I wish you could have heard Lynn Rodrigue today. This pastor of Port Sulphur Baptist Church–get your map; it’s way down the Mississippi River!–told of the rebuilding work God is doing in his area through church volunteer teams coming to help.
A team from Oklahoma arrived and went to work on the new church building. “The average age of those folks was 72,” Lynn said. “You should have seen those women climbing around on the scaffolding! They were amazing.”
A group from Virginia–the primary sponsors of this work–was down, and while they were there, they shot a video of the area and the work they were accomplishing. When they showed it back at home, an older gentleman who rarely came to church got under conviction and wrote a check for $10,000 to help Plaquemines Parish residents. Lynn said, “I had more fun going down the highway looking for people to help with that money.”
“The strain between Catholics and Baptists is probably pronounced everywhere in South Louisiana,” he said, “but nowhere more than where we live. The Catholic priest will not even look me in the eye, he has disliked us so much.” Then something happened.
The Catholic church down there needed to be wired for electricity and they couldn’t find anyone. A woman from the church asked Pastor Lynn. “We just happened to have a group in that day helping us, and they had an eletrician with them. He spent two full days wiring the church. When he finished, the priest was crying. He told the worker, ‘Tell the Baptists anything they need, just ask and it’s theirs.'”
Lynn said, “The people where we live do not want to hear the gospel. They want to see it.”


What this task involves: When every entry has been read, print each one back exactly.

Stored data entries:
:::

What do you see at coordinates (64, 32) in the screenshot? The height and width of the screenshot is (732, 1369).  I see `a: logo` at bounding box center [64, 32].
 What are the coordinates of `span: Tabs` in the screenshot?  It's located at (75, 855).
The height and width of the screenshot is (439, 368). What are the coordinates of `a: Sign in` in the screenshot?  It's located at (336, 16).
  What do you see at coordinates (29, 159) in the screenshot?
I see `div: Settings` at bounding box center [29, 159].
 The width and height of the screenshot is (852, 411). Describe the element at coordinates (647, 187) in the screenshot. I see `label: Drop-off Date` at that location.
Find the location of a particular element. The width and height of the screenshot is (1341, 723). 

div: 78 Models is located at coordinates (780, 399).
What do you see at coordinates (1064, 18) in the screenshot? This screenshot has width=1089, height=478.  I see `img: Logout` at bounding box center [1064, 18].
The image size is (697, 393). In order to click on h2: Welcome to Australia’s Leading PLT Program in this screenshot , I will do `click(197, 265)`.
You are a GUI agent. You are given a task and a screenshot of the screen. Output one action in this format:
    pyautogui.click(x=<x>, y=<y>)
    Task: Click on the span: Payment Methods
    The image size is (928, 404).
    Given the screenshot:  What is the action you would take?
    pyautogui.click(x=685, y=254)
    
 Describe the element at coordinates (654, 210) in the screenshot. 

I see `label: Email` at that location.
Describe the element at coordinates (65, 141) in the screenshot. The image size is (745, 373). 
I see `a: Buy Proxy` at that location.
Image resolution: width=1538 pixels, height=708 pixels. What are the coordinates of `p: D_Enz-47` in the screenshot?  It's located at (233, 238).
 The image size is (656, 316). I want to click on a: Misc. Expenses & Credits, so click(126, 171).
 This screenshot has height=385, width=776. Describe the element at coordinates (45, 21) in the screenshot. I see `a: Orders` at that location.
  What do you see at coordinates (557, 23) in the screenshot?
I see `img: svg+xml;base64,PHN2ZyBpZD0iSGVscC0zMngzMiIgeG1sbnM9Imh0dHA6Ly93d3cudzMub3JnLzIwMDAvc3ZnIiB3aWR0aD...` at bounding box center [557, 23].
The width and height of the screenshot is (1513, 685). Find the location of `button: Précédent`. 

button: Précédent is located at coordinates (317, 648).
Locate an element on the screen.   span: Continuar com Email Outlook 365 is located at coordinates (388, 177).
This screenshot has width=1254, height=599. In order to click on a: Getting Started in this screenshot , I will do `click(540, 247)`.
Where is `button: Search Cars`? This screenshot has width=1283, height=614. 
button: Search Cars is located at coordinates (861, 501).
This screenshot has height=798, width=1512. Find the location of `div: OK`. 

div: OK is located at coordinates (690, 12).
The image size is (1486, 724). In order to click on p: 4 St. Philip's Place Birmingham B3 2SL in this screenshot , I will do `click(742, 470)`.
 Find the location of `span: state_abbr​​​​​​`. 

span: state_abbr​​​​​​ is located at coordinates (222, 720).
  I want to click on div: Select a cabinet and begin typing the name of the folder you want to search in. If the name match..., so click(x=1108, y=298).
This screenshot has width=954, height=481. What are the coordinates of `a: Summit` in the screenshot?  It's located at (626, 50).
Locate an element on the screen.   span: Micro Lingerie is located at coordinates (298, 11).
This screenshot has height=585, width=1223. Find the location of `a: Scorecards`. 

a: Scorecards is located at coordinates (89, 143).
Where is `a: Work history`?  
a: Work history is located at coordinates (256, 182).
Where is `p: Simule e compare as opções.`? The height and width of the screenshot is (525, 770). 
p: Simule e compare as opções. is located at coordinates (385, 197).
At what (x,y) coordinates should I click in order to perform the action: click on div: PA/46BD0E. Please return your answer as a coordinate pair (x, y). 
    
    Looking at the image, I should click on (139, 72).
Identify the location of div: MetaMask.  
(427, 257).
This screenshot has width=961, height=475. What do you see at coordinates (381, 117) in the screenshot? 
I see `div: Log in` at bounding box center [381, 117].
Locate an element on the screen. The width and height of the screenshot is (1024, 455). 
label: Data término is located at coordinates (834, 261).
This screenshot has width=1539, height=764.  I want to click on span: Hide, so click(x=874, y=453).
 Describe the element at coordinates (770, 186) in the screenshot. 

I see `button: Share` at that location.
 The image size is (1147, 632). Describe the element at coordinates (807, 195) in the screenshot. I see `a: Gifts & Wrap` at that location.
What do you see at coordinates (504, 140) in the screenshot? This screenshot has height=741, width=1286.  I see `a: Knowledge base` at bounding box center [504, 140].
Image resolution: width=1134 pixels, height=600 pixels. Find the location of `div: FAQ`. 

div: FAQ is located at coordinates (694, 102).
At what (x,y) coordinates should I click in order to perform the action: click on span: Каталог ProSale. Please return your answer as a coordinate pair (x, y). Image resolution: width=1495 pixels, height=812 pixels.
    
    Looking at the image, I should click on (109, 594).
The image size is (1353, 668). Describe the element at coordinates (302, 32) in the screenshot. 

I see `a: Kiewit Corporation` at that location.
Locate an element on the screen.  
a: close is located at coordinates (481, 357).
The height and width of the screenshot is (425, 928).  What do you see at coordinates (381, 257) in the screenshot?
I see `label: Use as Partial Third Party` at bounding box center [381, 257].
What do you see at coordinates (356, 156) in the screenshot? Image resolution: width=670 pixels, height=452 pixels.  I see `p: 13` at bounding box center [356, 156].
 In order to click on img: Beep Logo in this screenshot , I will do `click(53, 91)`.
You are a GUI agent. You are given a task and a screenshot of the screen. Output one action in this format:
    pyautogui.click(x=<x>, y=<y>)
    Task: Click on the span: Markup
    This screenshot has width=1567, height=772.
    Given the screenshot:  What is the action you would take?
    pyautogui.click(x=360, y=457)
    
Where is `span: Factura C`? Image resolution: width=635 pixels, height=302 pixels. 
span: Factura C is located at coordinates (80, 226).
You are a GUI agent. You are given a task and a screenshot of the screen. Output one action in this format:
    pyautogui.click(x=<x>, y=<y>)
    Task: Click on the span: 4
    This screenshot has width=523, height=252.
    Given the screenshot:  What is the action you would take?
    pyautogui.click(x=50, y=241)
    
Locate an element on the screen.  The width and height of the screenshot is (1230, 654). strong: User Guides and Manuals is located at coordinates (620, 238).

:::

Your solution:
What do you see at coordinates (64, 32) in the screenshot? The height and width of the screenshot is (732, 1369).  I see `a: logo` at bounding box center [64, 32].
 What are the coordinates of `span: Tabs` in the screenshot?  It's located at (75, 855).
The height and width of the screenshot is (439, 368). What are the coordinates of `a: Sign in` in the screenshot?  It's located at (336, 16).
  What do you see at coordinates (29, 159) in the screenshot?
I see `div: Settings` at bounding box center [29, 159].
 The width and height of the screenshot is (852, 411). Describe the element at coordinates (647, 187) in the screenshot. I see `label: Drop-off Date` at that location.
Find the location of a particular element. The width and height of the screenshot is (1341, 723). 

div: 78 Models is located at coordinates (780, 399).
What do you see at coordinates (1064, 18) in the screenshot? This screenshot has width=1089, height=478.  I see `img: Logout` at bounding box center [1064, 18].
The image size is (697, 393). In order to click on h2: Welcome to Australia’s Leading PLT Program in this screenshot , I will do `click(197, 265)`.
You are a GUI agent. You are given a task and a screenshot of the screen. Output one action in this format:
    pyautogui.click(x=<x>, y=<y>)
    Task: Click on the span: Payment Methods
    The image size is (928, 404).
    Given the screenshot:  What is the action you would take?
    pyautogui.click(x=685, y=254)
    
 Describe the element at coordinates (654, 210) in the screenshot. 

I see `label: Email` at that location.
Describe the element at coordinates (65, 141) in the screenshot. The image size is (745, 373). 
I see `a: Buy Proxy` at that location.
Image resolution: width=1538 pixels, height=708 pixels. What are the coordinates of `p: D_Enz-47` in the screenshot?  It's located at (233, 238).
 The image size is (656, 316). I want to click on a: Misc. Expenses & Credits, so click(126, 171).
 This screenshot has height=385, width=776. Describe the element at coordinates (45, 21) in the screenshot. I see `a: Orders` at that location.
  What do you see at coordinates (557, 23) in the screenshot?
I see `img: svg+xml;base64,PHN2ZyBpZD0iSGVscC0zMngzMiIgeG1sbnM9Imh0dHA6Ly93d3cudzMub3JnLzIwMDAvc3ZnIiB3aWR0aD...` at bounding box center [557, 23].
The width and height of the screenshot is (1513, 685). Find the location of `button: Précédent`. 

button: Précédent is located at coordinates (317, 648).
Locate an element on the screen.   span: Continuar com Email Outlook 365 is located at coordinates (388, 177).
This screenshot has width=1254, height=599. In order to click on a: Getting Started in this screenshot , I will do `click(540, 247)`.
Where is `button: Search Cars`? This screenshot has width=1283, height=614. 
button: Search Cars is located at coordinates (861, 501).
This screenshot has height=798, width=1512. Find the location of `div: OK`. 

div: OK is located at coordinates (690, 12).
The image size is (1486, 724). In order to click on p: 4 St. Philip's Place Birmingham B3 2SL in this screenshot , I will do `click(742, 470)`.
 Find the location of `span: state_abbr​​​​​​`. 

span: state_abbr​​​​​​ is located at coordinates (222, 720).
  I want to click on div: Select a cabinet and begin typing the name of the folder you want to search in. If the name match..., so click(x=1108, y=298).
This screenshot has width=954, height=481. What are the coordinates of `a: Summit` in the screenshot?  It's located at (626, 50).
Locate an element on the screen.   span: Micro Lingerie is located at coordinates (298, 11).
This screenshot has height=585, width=1223. Find the location of `a: Scorecards`. 

a: Scorecards is located at coordinates (89, 143).
Where is `a: Work history`?  
a: Work history is located at coordinates (256, 182).
Where is `p: Simule e compare as opções.`? The height and width of the screenshot is (525, 770). 
p: Simule e compare as opções. is located at coordinates (385, 197).
At what (x,y) coordinates should I click in order to perform the action: click on div: PA/46BD0E. Please return your answer as a coordinate pair (x, y). 
    
    Looking at the image, I should click on (139, 72).
Identify the location of div: MetaMask.  
(427, 257).
This screenshot has width=961, height=475. What do you see at coordinates (381, 117) in the screenshot? 
I see `div: Log in` at bounding box center [381, 117].
Locate an element on the screen. The width and height of the screenshot is (1024, 455). 
label: Data término is located at coordinates (834, 261).
This screenshot has width=1539, height=764.  I want to click on span: Hide, so click(x=874, y=453).
 Describe the element at coordinates (770, 186) in the screenshot. 

I see `button: Share` at that location.
 The image size is (1147, 632). Describe the element at coordinates (807, 195) in the screenshot. I see `a: Gifts & Wrap` at that location.
What do you see at coordinates (504, 140) in the screenshot? This screenshot has height=741, width=1286.  I see `a: Knowledge base` at bounding box center [504, 140].
Image resolution: width=1134 pixels, height=600 pixels. Find the location of `div: FAQ`. 

div: FAQ is located at coordinates (694, 102).
At what (x,y) coordinates should I click in order to perform the action: click on span: Каталог ProSale. Please return your answer as a coordinate pair (x, y). Image resolution: width=1495 pixels, height=812 pixels.
    
    Looking at the image, I should click on (109, 594).
The image size is (1353, 668). Describe the element at coordinates (302, 32) in the screenshot. 

I see `a: Kiewit Corporation` at that location.
Locate an element on the screen.  
a: close is located at coordinates (481, 357).
The height and width of the screenshot is (425, 928).  What do you see at coordinates (381, 257) in the screenshot?
I see `label: Use as Partial Third Party` at bounding box center [381, 257].
What do you see at coordinates (356, 156) in the screenshot? Image resolution: width=670 pixels, height=452 pixels.  I see `p: 13` at bounding box center [356, 156].
 In order to click on img: Beep Logo in this screenshot , I will do `click(53, 91)`.
You are a GUI agent. You are given a task and a screenshot of the screen. Output one action in this format:
    pyautogui.click(x=<x>, y=<y>)
    Task: Click on the span: Markup
    This screenshot has width=1567, height=772.
    Given the screenshot:  What is the action you would take?
    pyautogui.click(x=360, y=457)
    
Where is `span: Factura C`? Image resolution: width=635 pixels, height=302 pixels. 
span: Factura C is located at coordinates (80, 226).
You are a GUI agent. You are given a task and a screenshot of the screen. Output one action in this format:
    pyautogui.click(x=<x>, y=<y>)
    Task: Click on the span: 4
    This screenshot has width=523, height=252.
    Given the screenshot:  What is the action you would take?
    pyautogui.click(x=50, y=241)
    
Locate an element on the screen.  The width and height of the screenshot is (1230, 654). strong: User Guides and Manuals is located at coordinates (620, 238).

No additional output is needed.